‘Nobody rings a bell at the bottom of the market,’ says an old adage in the investment world — and anyone who thought they had already heard a distant peal signalling the low point of the current financial crisis has been proved woefully mistaken this week.
Some stock-market investors, for example, had begun to feel that blue-chip equities looked attractively cheap in relation to historic dividend yields. But now, one after another, and on both sides of the Atlantic, major companies are slashing dividends or abandoning them altogether: in some cases as a matter of urgent necessity, in others as a matter of opportunism at a time when yields on alternatives such as cash deposits and government bonds are at rock bottom. This sudden fashion for dividend cuts renders historic yields meaningless. Amid the continuing gloom, it has helped drive share prices down to levels not seen since the mid-1990s.
Yet again the interests of prudent savers, investors and pension-holders are being brutally sacrificed on the grounds that we must all must make sacrifices to avoid a new Great Depression. That is little comfort to the voter approaching retirement age who is now wondering whether he or she will be able to make ends meet — and why ministers permitted Sir Fred Goodwin to trouser such an offensively huge pension deal.

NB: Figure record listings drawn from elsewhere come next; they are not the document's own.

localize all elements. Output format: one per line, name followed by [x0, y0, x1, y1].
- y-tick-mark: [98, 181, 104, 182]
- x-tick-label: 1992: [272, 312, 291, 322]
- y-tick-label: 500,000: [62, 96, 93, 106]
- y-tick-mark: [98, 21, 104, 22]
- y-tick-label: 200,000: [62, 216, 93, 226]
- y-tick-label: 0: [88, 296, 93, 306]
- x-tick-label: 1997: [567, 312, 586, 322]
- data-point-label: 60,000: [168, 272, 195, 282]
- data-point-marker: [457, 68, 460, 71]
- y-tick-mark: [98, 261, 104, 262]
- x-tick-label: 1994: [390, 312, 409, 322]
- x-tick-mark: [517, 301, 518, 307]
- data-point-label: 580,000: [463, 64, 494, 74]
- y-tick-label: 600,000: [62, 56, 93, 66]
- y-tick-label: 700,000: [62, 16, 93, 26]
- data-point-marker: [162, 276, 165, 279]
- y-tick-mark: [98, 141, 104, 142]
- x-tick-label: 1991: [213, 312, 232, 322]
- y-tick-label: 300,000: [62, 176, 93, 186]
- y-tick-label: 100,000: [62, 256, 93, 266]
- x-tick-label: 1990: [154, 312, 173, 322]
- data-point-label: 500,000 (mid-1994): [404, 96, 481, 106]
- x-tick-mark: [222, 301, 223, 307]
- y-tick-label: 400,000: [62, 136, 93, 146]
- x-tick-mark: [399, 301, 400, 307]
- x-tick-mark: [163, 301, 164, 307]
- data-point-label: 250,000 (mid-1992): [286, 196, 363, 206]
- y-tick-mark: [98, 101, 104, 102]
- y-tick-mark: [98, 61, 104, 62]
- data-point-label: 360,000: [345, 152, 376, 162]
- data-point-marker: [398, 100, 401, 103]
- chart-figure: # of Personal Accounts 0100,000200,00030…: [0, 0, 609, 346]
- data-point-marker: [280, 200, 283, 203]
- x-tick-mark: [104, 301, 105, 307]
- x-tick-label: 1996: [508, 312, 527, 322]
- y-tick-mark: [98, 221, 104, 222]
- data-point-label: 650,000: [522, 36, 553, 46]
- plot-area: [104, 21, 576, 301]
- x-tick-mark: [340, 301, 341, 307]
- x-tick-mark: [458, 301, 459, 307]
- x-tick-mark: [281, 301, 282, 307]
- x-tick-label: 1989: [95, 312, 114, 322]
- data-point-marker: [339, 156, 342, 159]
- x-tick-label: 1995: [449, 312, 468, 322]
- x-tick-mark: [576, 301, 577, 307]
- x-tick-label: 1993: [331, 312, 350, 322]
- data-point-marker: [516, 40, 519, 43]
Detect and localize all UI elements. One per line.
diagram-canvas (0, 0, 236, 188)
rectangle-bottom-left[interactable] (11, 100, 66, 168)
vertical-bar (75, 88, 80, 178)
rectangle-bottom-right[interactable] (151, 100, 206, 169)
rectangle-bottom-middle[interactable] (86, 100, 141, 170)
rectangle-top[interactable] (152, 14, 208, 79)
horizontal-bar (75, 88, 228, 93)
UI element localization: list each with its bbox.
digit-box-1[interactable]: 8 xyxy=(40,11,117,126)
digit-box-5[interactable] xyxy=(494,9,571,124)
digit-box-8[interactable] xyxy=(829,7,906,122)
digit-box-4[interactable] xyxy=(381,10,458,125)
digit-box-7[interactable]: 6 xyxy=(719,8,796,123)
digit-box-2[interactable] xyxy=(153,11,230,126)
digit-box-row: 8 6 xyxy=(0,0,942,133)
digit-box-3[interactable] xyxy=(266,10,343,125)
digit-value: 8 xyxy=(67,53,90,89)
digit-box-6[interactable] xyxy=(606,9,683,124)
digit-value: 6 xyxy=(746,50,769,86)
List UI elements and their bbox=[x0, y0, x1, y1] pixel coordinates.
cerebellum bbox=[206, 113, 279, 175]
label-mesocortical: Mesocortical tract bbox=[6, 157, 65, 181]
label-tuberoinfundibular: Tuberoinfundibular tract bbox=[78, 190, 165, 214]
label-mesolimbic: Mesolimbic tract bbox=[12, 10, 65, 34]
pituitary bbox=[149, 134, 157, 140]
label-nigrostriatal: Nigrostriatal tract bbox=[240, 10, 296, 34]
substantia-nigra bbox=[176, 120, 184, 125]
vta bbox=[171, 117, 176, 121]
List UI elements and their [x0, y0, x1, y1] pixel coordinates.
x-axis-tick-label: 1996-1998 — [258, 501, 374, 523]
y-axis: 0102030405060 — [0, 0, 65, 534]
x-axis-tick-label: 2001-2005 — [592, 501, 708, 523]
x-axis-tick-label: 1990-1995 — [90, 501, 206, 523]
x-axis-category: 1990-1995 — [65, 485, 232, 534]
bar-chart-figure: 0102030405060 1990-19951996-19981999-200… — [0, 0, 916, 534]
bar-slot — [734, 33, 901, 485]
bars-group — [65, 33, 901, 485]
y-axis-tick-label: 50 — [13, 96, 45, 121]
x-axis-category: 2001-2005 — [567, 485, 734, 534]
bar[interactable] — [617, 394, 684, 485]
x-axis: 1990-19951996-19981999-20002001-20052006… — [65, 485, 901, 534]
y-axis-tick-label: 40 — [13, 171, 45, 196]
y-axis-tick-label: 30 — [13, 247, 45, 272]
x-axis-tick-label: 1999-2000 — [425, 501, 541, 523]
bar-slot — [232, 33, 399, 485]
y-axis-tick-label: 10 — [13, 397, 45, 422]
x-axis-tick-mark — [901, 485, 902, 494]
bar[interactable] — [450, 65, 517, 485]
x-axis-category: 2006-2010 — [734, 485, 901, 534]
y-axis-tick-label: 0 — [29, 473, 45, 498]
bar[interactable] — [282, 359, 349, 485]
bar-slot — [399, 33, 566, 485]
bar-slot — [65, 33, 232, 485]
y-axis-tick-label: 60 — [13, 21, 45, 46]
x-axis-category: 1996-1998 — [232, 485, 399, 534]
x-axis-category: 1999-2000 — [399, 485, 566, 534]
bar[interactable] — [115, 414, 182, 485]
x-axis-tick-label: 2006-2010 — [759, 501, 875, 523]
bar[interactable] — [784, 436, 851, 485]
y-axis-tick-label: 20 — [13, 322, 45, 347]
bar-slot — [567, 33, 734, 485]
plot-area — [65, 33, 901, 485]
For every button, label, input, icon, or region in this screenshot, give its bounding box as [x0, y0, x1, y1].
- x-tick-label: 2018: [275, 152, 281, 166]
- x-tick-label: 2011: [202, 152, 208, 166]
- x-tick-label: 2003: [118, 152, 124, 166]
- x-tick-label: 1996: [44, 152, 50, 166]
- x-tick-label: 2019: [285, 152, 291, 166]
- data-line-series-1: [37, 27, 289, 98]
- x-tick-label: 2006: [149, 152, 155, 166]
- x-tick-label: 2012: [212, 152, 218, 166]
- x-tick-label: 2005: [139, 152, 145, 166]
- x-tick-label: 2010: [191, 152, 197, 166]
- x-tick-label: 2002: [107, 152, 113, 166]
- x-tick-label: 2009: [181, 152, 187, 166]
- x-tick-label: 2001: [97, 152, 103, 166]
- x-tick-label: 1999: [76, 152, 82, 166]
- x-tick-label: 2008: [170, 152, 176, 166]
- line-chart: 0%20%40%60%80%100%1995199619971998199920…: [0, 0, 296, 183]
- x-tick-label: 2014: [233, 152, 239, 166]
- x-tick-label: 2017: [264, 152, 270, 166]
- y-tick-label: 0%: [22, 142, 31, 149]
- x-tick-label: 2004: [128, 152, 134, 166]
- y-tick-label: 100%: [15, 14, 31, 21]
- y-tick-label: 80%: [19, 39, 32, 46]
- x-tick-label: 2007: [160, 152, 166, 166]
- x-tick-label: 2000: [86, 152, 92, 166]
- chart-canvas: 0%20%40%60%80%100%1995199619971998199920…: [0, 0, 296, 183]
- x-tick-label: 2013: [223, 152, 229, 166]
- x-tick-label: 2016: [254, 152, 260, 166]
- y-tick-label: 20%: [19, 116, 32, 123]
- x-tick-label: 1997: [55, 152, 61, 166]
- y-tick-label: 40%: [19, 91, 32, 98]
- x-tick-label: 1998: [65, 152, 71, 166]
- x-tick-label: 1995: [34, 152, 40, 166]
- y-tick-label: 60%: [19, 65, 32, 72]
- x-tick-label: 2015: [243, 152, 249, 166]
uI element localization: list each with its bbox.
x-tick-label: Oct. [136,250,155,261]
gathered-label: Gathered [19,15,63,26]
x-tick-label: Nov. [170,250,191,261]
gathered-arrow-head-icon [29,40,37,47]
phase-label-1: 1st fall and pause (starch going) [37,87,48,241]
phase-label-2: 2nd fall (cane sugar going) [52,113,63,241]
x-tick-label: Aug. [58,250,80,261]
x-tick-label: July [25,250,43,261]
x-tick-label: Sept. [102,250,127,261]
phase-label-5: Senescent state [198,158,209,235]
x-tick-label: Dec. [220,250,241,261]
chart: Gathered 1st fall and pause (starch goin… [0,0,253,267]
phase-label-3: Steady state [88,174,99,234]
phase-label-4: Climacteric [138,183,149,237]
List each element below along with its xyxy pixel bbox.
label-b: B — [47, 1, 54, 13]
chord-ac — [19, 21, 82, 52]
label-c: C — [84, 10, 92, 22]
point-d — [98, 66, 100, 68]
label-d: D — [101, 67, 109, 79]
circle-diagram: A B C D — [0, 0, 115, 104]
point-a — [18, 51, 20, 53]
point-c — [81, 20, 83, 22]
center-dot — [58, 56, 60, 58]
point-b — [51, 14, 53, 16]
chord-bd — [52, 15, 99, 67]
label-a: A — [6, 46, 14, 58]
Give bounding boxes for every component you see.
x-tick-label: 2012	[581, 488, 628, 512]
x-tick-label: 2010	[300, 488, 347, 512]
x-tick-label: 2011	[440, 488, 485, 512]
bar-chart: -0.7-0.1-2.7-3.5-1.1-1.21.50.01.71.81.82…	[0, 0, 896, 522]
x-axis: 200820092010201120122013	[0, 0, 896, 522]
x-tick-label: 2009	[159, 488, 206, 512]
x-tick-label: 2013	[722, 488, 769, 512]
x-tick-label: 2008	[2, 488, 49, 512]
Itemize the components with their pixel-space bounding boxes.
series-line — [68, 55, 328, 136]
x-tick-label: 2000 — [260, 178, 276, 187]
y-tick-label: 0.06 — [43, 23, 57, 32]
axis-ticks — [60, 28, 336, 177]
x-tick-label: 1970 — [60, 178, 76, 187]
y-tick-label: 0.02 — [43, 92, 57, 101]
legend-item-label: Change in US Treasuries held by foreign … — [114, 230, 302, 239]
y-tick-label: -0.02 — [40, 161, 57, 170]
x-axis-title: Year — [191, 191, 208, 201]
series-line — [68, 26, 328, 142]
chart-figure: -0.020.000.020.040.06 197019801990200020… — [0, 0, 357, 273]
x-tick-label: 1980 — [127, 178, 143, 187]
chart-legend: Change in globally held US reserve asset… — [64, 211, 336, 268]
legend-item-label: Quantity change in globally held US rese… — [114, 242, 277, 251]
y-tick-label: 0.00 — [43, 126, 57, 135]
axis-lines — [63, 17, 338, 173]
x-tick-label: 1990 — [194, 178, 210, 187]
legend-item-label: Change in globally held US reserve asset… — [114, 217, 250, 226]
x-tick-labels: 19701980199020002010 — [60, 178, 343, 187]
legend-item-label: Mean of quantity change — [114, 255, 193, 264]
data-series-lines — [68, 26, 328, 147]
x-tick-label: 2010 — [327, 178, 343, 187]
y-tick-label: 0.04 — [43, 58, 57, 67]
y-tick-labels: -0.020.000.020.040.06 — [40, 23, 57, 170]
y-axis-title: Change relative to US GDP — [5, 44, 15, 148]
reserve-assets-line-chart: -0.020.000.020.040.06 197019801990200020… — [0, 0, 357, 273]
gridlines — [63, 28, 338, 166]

Yet the threat of depression is real enough: its gravity was brought home this week by yet more bad news, reminding us that we would be foolish to assume that we have heard the worst. Just when it seemed nothing could top Royal Bank of Scotland’s losses for last year of £24 billion, the American insurance giant AIG announced losses of £44 billion for a single quarter — including huge write-downs in the commercial property sector, in which there is clearly a great deal of trouble still to come.